In today’s section from Luke’s gospel, we have two parables about being lost and found. There is a theme here of being lost, being found, and the joy that comes from being found.

First comes the parable of the lost sheep. As the passage begins, we find Jesus associating with “sinners and tax collectors.” “Sinner” is a blanket term for anyone who was outside of the holy system in those days. Why tax collectors are singled out, I do not know. Maybe they were an even worse category than your everyday run-of-the-mill sinner. After all, they represented Roman authority and rule over the people. They collected taxes from their own people to keep the system of oppression going. Many also took additional funds for themselves. So, perhaps they qualified to have their own category of sinner, apart from the rest.

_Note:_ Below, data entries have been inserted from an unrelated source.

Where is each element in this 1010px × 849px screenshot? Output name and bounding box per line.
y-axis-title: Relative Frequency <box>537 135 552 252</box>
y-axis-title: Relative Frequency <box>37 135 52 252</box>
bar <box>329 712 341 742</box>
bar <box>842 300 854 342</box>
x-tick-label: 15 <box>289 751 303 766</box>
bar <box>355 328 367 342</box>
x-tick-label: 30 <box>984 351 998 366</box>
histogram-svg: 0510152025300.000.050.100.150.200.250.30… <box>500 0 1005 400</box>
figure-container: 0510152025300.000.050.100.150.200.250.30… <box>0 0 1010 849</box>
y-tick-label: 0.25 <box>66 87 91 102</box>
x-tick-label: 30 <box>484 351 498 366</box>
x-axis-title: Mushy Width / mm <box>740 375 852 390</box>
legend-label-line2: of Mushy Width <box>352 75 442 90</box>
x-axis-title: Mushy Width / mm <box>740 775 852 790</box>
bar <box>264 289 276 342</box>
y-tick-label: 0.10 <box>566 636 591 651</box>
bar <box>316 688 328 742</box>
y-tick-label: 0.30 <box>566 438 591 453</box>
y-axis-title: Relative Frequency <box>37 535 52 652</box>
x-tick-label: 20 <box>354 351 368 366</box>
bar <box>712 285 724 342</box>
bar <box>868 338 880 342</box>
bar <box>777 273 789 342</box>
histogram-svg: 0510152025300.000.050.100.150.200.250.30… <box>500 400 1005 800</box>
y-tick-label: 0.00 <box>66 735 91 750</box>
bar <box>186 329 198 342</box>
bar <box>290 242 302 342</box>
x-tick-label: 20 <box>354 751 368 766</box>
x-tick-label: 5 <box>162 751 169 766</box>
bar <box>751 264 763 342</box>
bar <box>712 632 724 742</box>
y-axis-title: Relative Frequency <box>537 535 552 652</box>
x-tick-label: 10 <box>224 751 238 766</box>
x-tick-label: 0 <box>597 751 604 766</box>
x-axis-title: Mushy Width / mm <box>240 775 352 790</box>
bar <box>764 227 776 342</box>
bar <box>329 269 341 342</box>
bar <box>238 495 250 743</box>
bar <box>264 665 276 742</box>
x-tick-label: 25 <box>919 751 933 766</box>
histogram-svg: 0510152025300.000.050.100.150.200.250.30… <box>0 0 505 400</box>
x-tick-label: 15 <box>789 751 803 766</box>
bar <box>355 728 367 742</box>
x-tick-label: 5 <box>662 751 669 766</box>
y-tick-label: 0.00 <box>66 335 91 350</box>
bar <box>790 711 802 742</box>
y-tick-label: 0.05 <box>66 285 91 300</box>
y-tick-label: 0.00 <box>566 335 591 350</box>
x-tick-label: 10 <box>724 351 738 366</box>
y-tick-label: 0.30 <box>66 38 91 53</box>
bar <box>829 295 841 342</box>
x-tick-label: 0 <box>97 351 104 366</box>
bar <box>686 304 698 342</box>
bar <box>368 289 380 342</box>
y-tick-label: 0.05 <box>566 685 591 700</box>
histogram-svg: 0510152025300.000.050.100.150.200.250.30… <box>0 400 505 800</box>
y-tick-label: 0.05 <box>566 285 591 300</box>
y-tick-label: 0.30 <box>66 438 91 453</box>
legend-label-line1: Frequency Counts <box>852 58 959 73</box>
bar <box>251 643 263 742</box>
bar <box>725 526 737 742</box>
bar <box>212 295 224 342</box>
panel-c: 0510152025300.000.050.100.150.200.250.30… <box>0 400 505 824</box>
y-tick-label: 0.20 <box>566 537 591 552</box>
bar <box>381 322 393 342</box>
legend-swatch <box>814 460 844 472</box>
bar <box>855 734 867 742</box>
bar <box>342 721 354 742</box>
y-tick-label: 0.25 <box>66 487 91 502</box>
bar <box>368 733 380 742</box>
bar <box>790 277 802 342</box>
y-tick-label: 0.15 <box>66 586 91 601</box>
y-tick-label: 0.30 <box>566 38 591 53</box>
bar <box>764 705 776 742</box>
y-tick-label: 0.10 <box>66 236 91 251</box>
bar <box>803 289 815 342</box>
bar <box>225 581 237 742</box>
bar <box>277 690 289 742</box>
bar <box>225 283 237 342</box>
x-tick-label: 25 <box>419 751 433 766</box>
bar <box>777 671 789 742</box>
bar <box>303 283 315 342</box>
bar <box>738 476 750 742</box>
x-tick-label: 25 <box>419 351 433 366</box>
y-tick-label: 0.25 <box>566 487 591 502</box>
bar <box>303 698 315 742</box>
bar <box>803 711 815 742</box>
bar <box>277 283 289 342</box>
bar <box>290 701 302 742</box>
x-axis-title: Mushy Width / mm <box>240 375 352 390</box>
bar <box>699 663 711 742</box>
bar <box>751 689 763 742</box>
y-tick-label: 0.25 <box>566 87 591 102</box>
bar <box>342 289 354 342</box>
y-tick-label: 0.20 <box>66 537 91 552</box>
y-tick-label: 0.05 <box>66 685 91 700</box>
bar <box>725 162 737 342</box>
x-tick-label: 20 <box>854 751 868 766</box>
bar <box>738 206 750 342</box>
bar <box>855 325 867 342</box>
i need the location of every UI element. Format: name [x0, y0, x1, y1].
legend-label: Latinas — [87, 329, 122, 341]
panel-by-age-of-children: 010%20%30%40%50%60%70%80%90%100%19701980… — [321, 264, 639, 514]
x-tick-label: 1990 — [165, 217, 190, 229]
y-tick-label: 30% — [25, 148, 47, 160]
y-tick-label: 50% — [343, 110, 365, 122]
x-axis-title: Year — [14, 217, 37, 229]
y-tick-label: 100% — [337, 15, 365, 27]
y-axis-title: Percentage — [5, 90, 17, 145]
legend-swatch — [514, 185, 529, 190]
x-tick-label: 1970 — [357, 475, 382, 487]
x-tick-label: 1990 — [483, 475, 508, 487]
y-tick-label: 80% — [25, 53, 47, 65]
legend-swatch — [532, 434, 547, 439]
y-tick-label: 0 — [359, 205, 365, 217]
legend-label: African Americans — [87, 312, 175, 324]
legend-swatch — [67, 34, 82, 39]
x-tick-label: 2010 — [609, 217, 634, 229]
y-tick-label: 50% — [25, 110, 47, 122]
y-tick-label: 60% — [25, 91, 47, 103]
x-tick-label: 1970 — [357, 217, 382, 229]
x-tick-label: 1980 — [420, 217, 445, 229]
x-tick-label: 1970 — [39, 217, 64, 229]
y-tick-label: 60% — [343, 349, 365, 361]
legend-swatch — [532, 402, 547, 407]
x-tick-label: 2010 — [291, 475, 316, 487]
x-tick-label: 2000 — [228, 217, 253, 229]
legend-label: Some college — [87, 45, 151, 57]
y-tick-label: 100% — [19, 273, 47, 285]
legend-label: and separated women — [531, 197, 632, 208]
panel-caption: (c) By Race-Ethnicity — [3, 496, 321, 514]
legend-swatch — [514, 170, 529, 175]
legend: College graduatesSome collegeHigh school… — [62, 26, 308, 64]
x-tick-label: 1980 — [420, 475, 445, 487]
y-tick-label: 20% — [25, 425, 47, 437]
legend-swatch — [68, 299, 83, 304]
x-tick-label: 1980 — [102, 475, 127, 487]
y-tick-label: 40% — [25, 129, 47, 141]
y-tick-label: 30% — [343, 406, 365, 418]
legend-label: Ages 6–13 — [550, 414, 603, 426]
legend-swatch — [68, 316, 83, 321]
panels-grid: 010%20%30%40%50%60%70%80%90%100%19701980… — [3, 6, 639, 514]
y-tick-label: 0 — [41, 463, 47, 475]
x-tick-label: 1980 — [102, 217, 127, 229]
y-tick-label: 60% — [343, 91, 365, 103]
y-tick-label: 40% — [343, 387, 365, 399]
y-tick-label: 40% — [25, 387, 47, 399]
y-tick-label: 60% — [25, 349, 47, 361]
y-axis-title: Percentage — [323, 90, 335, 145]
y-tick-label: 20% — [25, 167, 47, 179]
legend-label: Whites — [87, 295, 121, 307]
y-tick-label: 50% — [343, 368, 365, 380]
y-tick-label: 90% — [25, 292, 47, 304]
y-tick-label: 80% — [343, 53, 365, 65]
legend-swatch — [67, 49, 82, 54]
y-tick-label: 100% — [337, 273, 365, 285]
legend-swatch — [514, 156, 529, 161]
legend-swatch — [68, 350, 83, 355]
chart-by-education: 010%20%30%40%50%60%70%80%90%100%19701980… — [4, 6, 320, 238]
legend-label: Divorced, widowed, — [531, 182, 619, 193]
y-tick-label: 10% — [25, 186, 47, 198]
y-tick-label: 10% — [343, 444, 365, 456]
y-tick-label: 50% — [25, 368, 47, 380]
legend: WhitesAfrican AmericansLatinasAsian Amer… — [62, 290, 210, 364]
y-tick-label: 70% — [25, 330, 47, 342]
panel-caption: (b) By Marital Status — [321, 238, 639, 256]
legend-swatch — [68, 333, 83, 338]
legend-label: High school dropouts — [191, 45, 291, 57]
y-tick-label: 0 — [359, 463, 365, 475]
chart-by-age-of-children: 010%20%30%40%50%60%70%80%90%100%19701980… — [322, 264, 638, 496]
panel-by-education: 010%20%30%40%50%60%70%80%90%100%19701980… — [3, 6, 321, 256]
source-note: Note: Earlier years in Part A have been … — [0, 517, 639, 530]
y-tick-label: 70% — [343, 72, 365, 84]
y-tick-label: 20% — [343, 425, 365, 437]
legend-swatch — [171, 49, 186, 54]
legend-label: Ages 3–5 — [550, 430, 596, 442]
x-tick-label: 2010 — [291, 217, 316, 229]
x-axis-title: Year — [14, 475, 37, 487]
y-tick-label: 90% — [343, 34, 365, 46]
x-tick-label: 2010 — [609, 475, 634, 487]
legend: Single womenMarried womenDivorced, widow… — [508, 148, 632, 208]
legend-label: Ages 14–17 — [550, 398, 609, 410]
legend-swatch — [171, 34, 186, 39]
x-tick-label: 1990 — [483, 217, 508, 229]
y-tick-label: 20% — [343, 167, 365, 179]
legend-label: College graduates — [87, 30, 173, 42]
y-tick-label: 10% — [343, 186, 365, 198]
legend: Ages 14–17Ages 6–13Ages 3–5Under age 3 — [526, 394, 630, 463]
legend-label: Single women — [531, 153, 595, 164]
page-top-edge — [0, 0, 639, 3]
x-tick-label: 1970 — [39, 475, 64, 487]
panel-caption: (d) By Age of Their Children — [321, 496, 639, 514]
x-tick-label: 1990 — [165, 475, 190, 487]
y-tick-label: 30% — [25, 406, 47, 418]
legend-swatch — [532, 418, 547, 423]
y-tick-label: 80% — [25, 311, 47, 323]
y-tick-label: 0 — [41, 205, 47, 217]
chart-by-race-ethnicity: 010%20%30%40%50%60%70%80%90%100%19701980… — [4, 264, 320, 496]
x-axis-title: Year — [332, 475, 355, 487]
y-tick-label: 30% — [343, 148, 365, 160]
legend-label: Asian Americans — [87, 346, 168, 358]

Scribes and Pharisees took notice. This supposed Messiah was intermingling with people of ill repute. Their sins would rub off on him, thus making him sinful as well. Not only did Jesus welcome them, but he also ate with them!

Jesus spoke to a group of leaders who resented his inclusive welcome to all. They focused on how Jesus’ attention to those deemed undeserving undermined his authority in their view. So, he taught those gathered with this parable about one sheep getting lost among a herd of 100. Part of his teaching is directed to those in authority who represent God, emphasizing their responsibility to seek out those who are lost in some way. Jesus wants them to identify with the role of the shepherd in the parable, and begins, “Which one of you, having 100 sheep, if you have lost one, doesn’t leave the 99 in the wilderness to go find the one that is lost?” I would guess this first line of the parable confused Jesus’ listeners. The sensible answer is, “None. None of us would leave our flock unprotected to find one stray! That is common sense!” A sheep in today’s world is worth a bit over $1,500 each. So, Jesus suggests that a good shepherd abandons the livestock worth $148,500 to seek the one sheep worth much less? This parable must have to do with something other than demonstrating what a good shepherd should do. It just does not make common sense.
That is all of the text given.